The Squid And The Whale

The Squid And The Whale

Jeff Daniels’ bile-filled professor and has-been writer ranks as the coldest and least ingratiating in a distinguished line of semi-lovable bastards scripted by Noah Baumbach or his occasional collaborator Wes Anderson—including Gene Hackman’s irascible patriarch in The Royal Tenenbaums and Bill Murray’s burnt-out oceanographer in The Life Aquatic With Steve Zissou. In Baumbach’s remarkable new comedy-drama The Squid And The Whale, Daniels plays a profoundly bitter failure who rages joylessly against a world that long ago rejected him, and he futilely tries to assert his fading sense of superiority by dividing the world into intellectuals (who like books and interesting movies) and philistines (who don’t).
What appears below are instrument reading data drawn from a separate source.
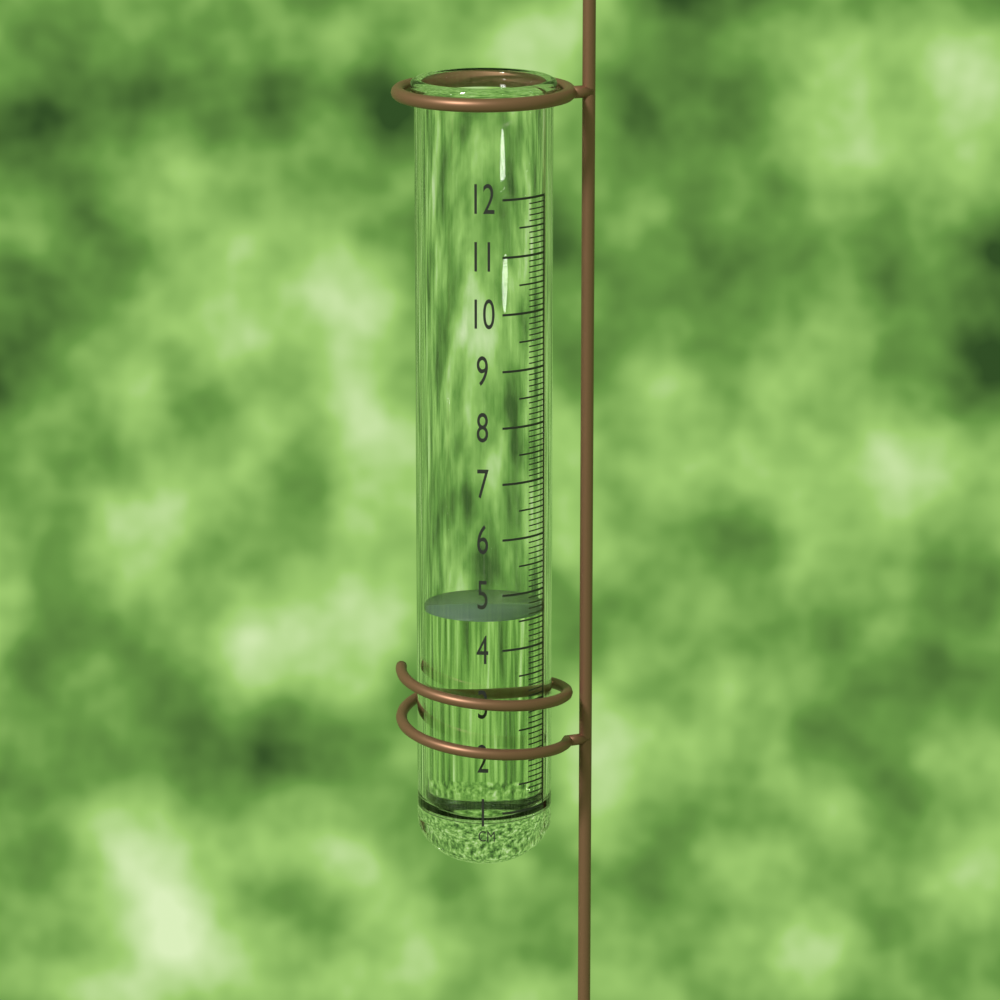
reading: 4.6 cm
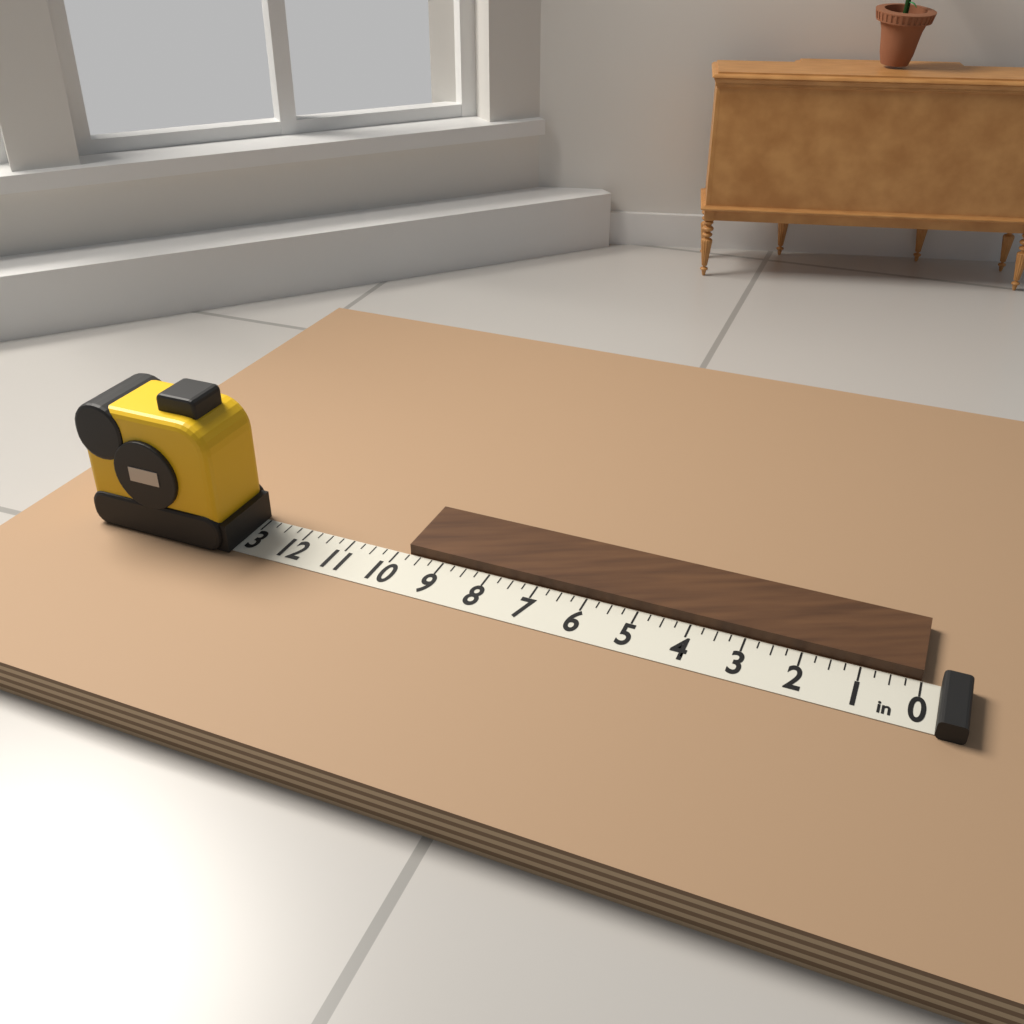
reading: 9.75 in
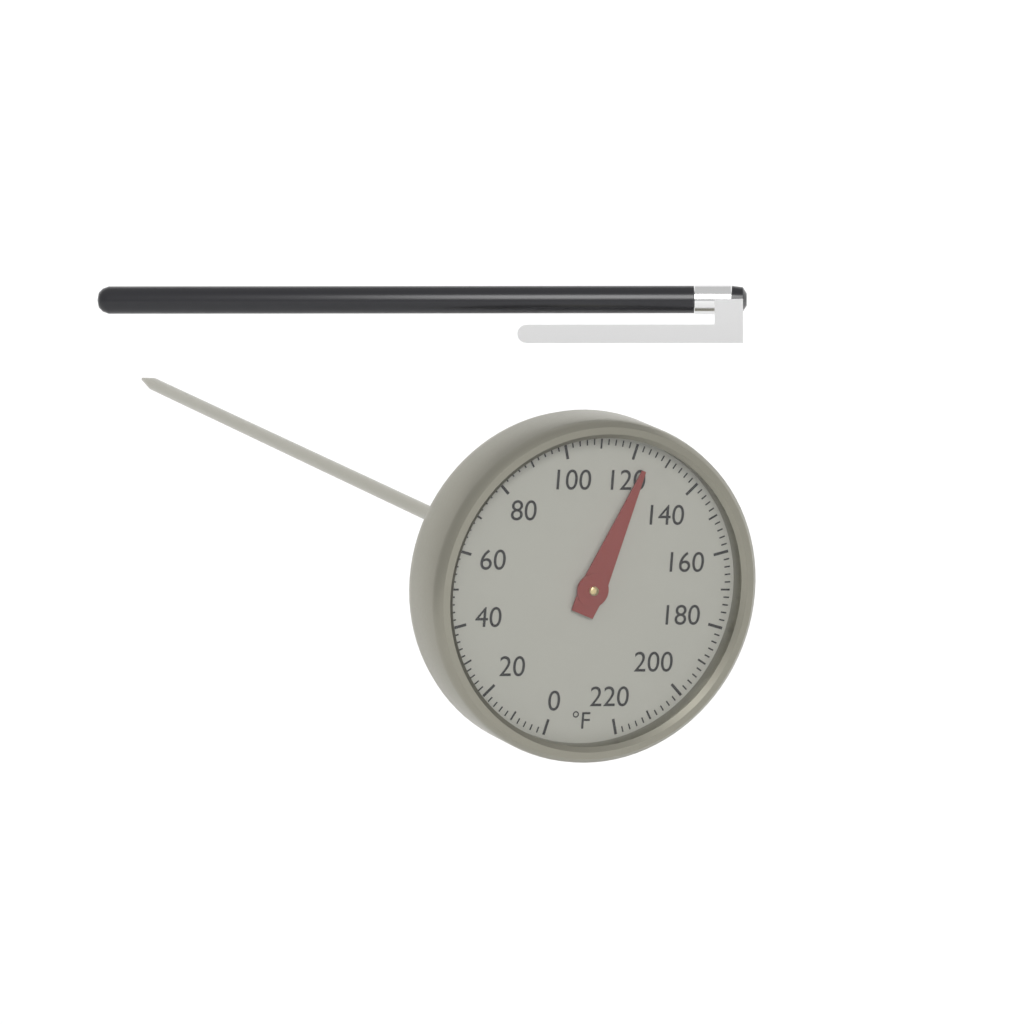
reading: 124 °F
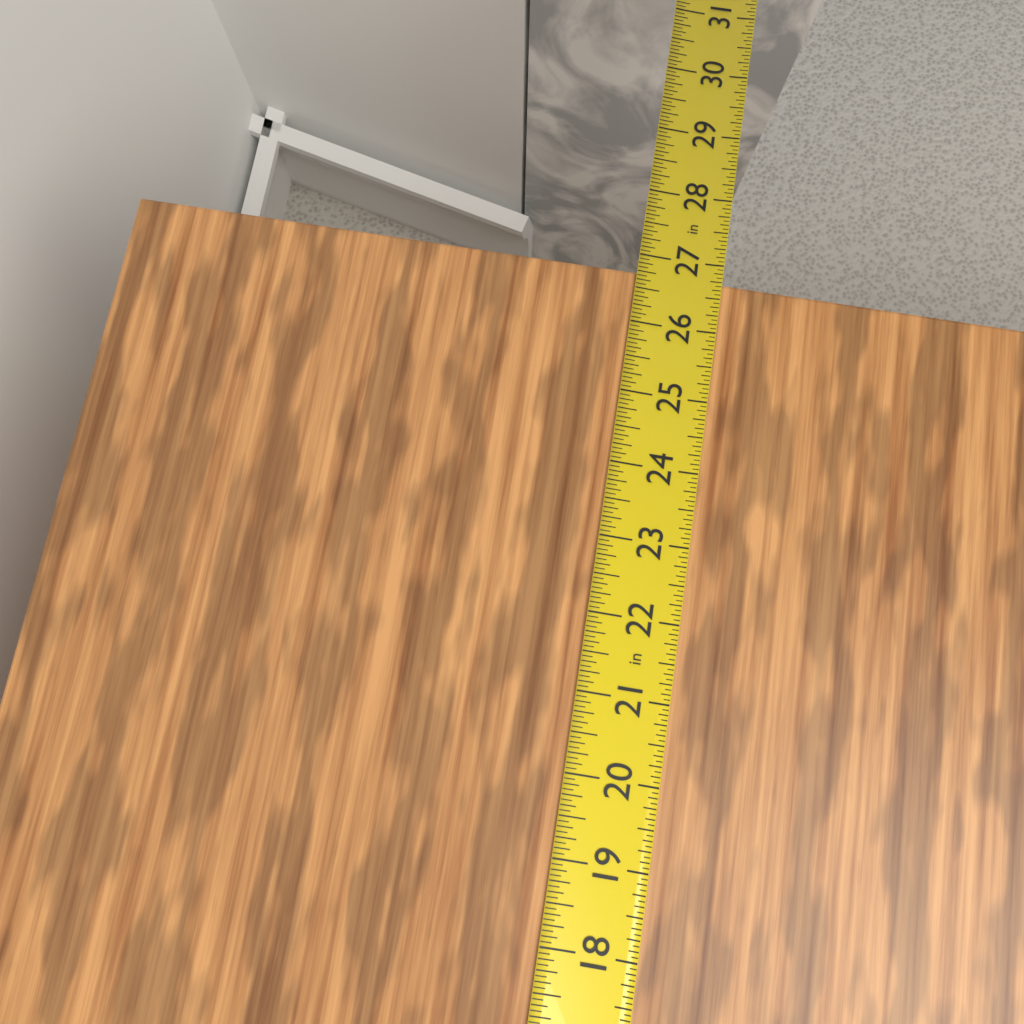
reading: 26.7500 in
There’s not a whole lot to like or admire about Daniels or most of the film’s compellingly flawed leads, yet Daniels maintains a certain dour magnetism throughout, and the film’s academically brilliant but emotionally challenged upper-middle-class New Yorkers are all the more fascinating for their many spiky edges and glaring faults. Baumbach can obviously see through his characters, with their crippling pretensions and noxious self-delusions, but his empathetic writing and directing engender a healthy affection for them anyway.

Produced by Anderson, Baumbach’s semi-autobiographical comedy-drama focuses on the Reagan-era split between falling author Daniels and rising writer Laura Linney, and how it affects the couple’s brainy progeny, precocious teen Jesse Eisenberg and troubled child Owen Kline. Having inherited many of Daniels’ most obnoxious qualities, especially his haughty academic elitism, Eisenberg sides with his father in the split. Meanwhile, his little brother throws in his lot with their good-hearted but philandering mother Linney, who infuriates Daniels further by taking up with a dopey tennis pro (a revelatory William Baldwin) who definitely falls on the philistine side of the divide.

Emotionally pitched somewhere between anguished sobs and bitter laughter, The Squid And The Whale is funny at times, but it never sacrifices verisimilitude for laughs. Eschewing the twee, sometimes precious stylization of Anderson’s movies, Baumbach creates scenes that feel ripped wholesale from the most agonizing moments of his young life. It’s an unflinchingly raw and honest look at a family splitting apart, and it seldom strikes an unconvincing or inauthentic note. Though it surveys rocky adolescent emotional terrain from the safe distance of adulthood, The Squid And The Whale still resonates with the sting of a fresh wound.